My family traveled last year to Eureka, CA, the site of my grandfather’s 1944 court case. The Judge currently presiding at the Federal District Court prominently hung a display about United States vs Masaaki Kuwabara so that visitors to the courthouse never forget the important lessons enshrined in this case. My mother (on the left) and sister (on the right) point out to my grandmother (center) my grandfather’s arrest warrant in the bottom left hand corner of the display. Above that, in the upper left hand corner, is a portrait of Judge Louis E. Goodman. In the upper right hand corner is a photo of Tule Lake Segregation Center, where my grandfather was arrested for resisting the draft. A description of the court case and its historic and legal significance is in the lower right hand corner. 

“It is shocking to the conscience,” Judge Goodman declared, “that an American citizen be confined on the grounds of disloyalty, and then, while so under duress and restraint be compelled to serve in the armed forces, or be prosecuted for not yielding to such compulsion.”

I learned that Judge Goodman, acutely aware of how unpopular his ruling would be and fearing for his safety, kept his car running in the back of the courthouse so that he could make a quick escape as soon as he delivered his judgment.

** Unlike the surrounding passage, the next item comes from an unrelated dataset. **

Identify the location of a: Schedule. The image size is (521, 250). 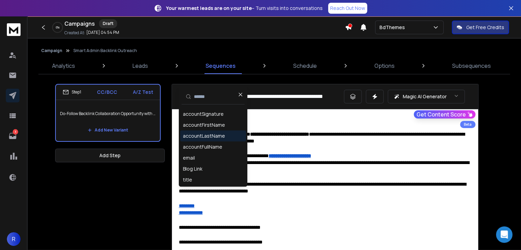
(305, 66).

I also learned that Judge Goodman—surely one of the most notable of unsung heroes in this chapter of American history—would emerge as the only judge to find in favor of Japanese Americans at this time. In contrast, hundreds of other men just like my grandfather would not be so lucky and would be sentenced to multiple years in jail just for standing up for their civil rights.

These are just a few of the things I have learned from my research so far, and the deeper I dig, the more I seem to uncover.

I learned, for example, that United States vs. Masaaki Kuwabara was only the first civil rights case my grandfather was involved in. The second case would take place more than 10 years after the war ended… and presided over once again by Judge Goodman.

Coincidence?

In fact, the only thing I have found more remarkable than my family’s story itself is the fact that my grandparents never mentioned it.

Why, for that matter, does the prevailing narrative of the internment leave out stories of valor like these?

What other untold stories and unsung heroes are missing from that narrative?

What secrets may be lurking within your own families that would make our community’s story richer, more accurate, and more complete?

And why does the Japanese American community not openly talk about them?

Now that both of my grandparents have passed away, I need your help to give voice to this silence.

Perhaps you are an expert in this field—or know people who are—and would be willing to talk with me. Maybe you knew my grandfather? Or maybe you were one of the 26 other defendants who stood trial with him (or, like me, one of their grandchildren)?

Over the next few months, I will be sharing posts about the archival evidence I have found, including the list of other defendants involved in this court case.

Please join me on my quest to piece together the full story my grandparents never felt they could tell me—and unravel the mystery of why they felt they should not tell me—by signing up for my mailing list at http://tinyurl.com/USvsMK-MailingList.

And please get in touch with any questions, suggestions and leads you may have at USvsMK@gmail.com.

 

* A version of this article was originally published in the Winter 2017 issue of the Newsletter of the Japanese American Museum of San Jose.

 

© 2017 Karen Matsuoka

civil rights draft resisters imprisonment incarceration Japanese Americans life interviews oral histories resisters United States v. Masaaki Kuwabara World War II
About the Author

Karen Yoshiko Matsuoka is the proud daughter of a Kibei-Sansei mother and Issei father. Her grandfather was the lead defendant in United States vs. Masaaki Kuwabara, one of only two civil rights cases ruled in favor of Japanese Americans during WWII. A Rhodes Scholar and health policy expert by profession, Karen spends much of her spare time as a history detective. Her goal is to unearth the courageous stories of internment-era resistance and civil disobedience that have yet to be told, including those of her grandparents.